The Saharawi have a special mark on their identity books to distinguish them from Moroccans. People in the occupied territories have to endure secret abductions and detention without trial, making them to live in fear.
"The abductions started just after the occupation. That is how I was abducted when I was 20 and last year again. We still cannot account for more than 500 Saharawi people who have just disappeared," she says. Fifteen youths trying to escape to Spain using a small boat last December were caught and they have never been seen again. Haidar says it is widely accepted that the Morocco secret police have engineered their disappearance.
Haidar has vowed to continue fighting even at the expense of harassment and torture to herself and her family for as long as economic, social and political rights and the freedom of political association are denied in Saharawi.
"The human rights violations have strengthened my will to fight for the rights of the Saharawi."
Haidar says her children have not been spared by the police. When she was arrested last year they wrote a letter to Polisario president Mohamed Abdelaziz and policemen assaulted her teenage daughter at her school recently to try to intimidate her.
Haidar arrived in South Africa two weeeks ago. She was meeting NGOs and other civil organisations to garner support for the Polisario Front. She was here with a small delegation at the invitation of the government. It has taken a position to support the Saharawi in their fight for self-determination. South Africa recognises the SADR and has diplomatic relations with it.
Haidar has a special affinity to South Africa as we have suffered the same hardships of systematic racial discrimination as the Saharawi.
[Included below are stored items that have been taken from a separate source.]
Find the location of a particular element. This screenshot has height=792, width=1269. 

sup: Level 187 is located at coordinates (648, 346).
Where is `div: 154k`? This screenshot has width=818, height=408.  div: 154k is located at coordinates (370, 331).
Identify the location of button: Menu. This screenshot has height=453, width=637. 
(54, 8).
"South Africa feels and understands our sufferings," she says.
A foreign affairs spokesperson concedes that hosting the Saharawi delegation is likely to alienate the Moroccan government further. Morocco pulled out of South Africa when we recognised the SADR and invited it to open a diplomatic office here in 2004. Morocco has since scaled down its representation here and is represented by a Charge d' Affairs.
Both the African Union and the United Nations recognise the Saharawi's right to self-determination.
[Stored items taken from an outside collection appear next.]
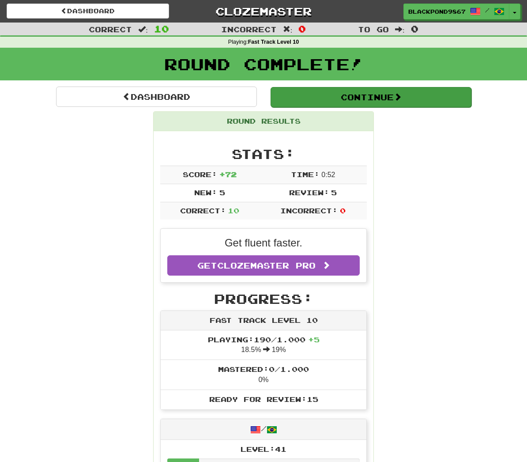  Describe the element at coordinates (228, 174) in the screenshot. I see `span: + 72` at that location.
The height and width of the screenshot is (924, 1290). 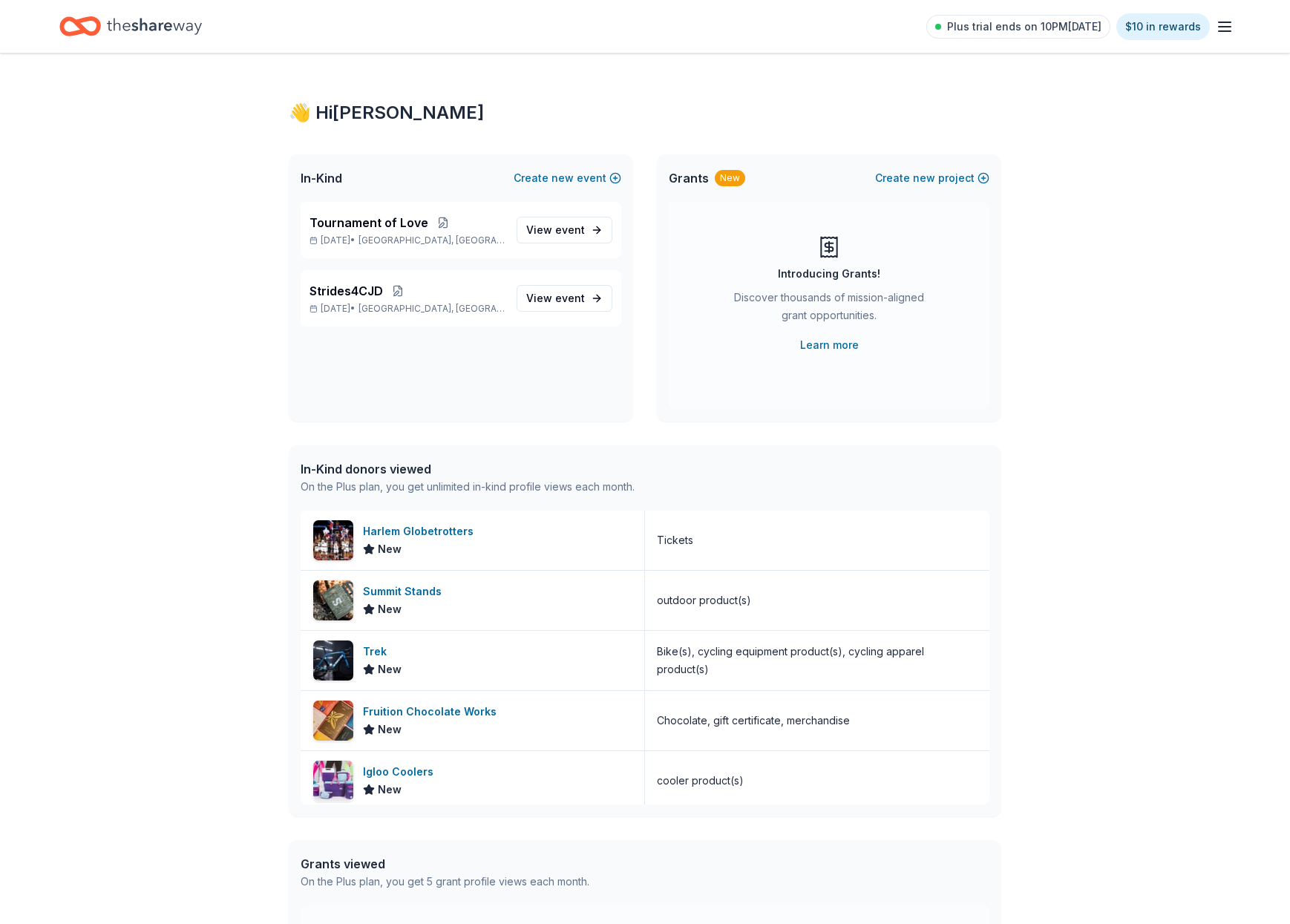 I want to click on div: New, so click(x=730, y=178).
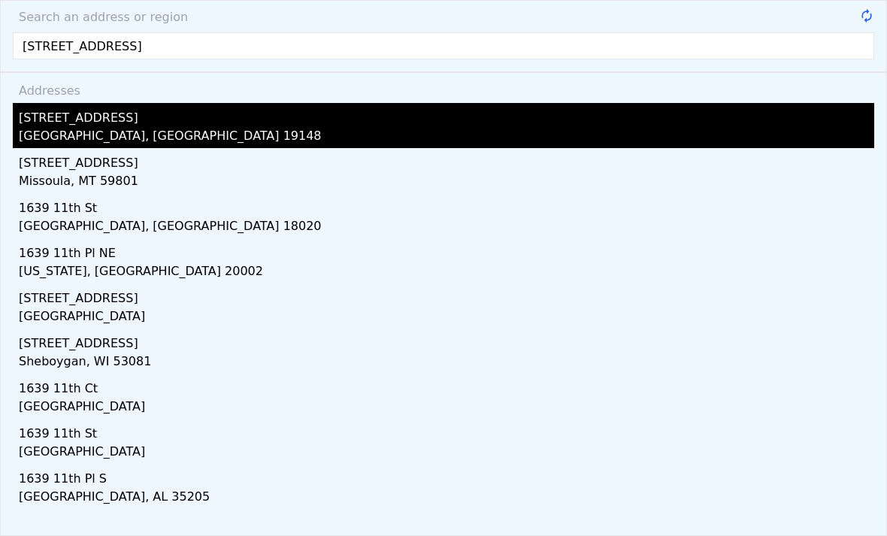  I want to click on span: Search an address or region, so click(97, 17).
The UN's latest report on human rights affirmed it was aware of gross violations of human rights in SADR. Haidar says the world body is toothless and too weak to enforce its own resolutions to free the Saharawi.
"The UN has lost credibility on this one, just like most democratic countries in the European Union. The silence of the international community and the weakness of the UN will force the Polisario to resume the armed struggle because we cannot stand by and watch our children being killed and our people disappearing.
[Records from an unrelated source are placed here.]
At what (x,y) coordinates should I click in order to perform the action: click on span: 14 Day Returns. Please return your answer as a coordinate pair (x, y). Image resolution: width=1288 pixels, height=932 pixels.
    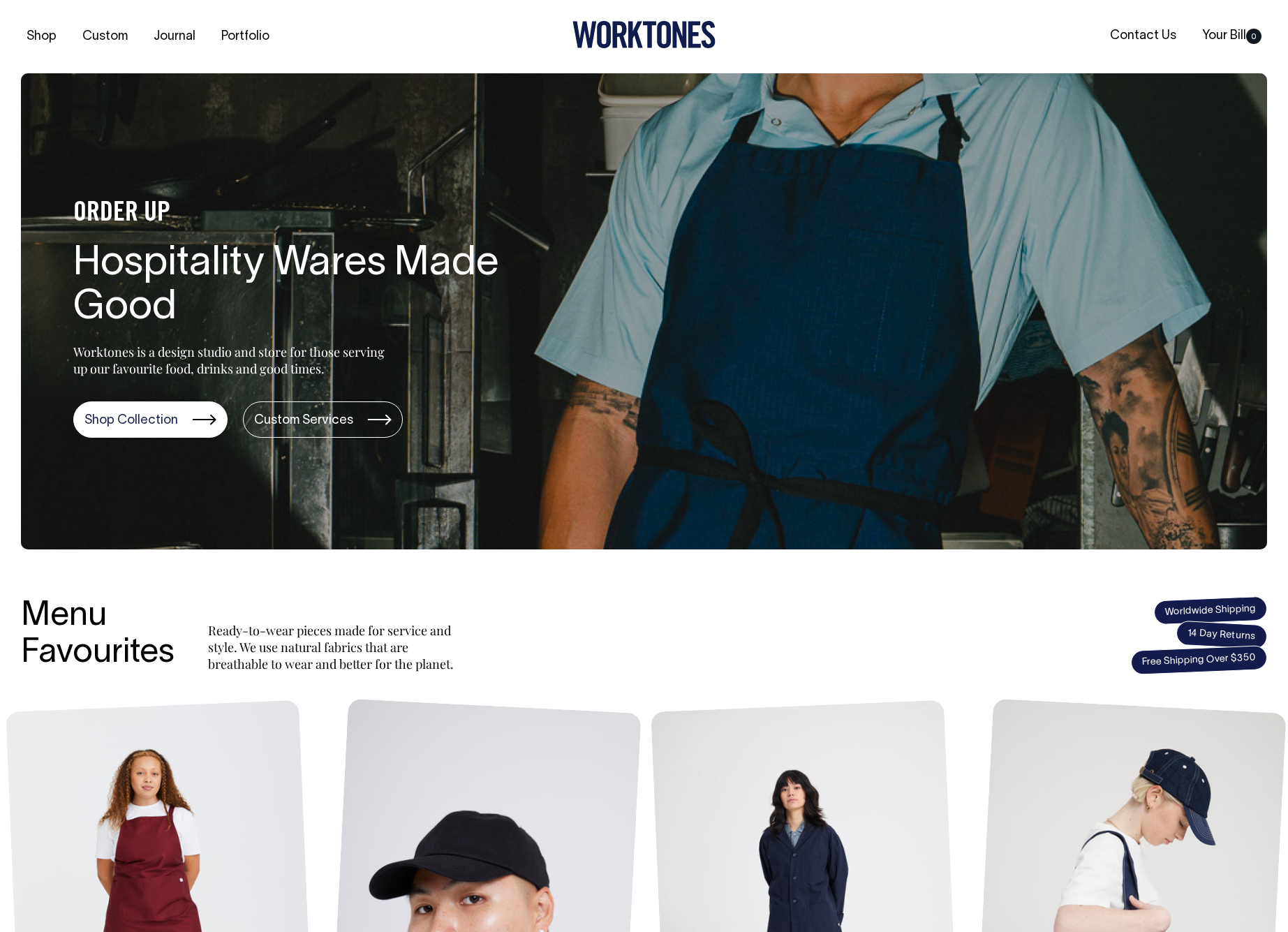
    Looking at the image, I should click on (1221, 635).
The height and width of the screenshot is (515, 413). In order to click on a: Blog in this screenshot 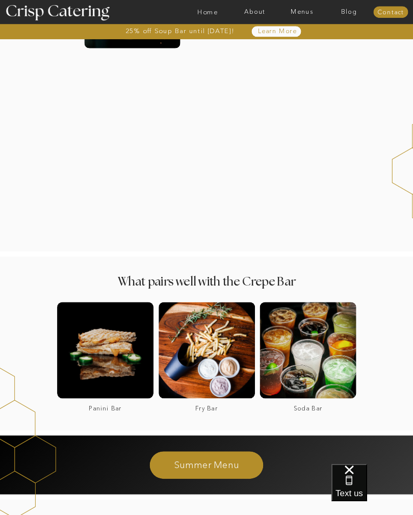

"As human rights activists we opt for the peaceful option, but if the world does not intervene to protect the peaceful process, we may have to resort to war. The international community should act now."
Haidar's work is highly regarded internationally. She has received several awards for it. She was one of the 11 nominees last year for the Andrei Sakharov prize in honour of the Soviet dissident and Nobel Prize winner.
The award has previously been given to eminent figures like Nelson Mandela, Kofi Annan and the presidents of East Timor and Kosovo, Xanana Gusmao and Ibrahim Rugova, for their defence of human rights. From South Africa Haidar leaves for countries like Spain and the US to canvass support for her course. She suspects she may be arrested when she goes back home in September.
Despite uncertainty about what will happen to her when she gets home, she says she is not contemplating fighting this struggle from exile. She wants to be with the oppressed people of the Saharawi.
Her maxim is: "You can kill me but you can never kill my convictions."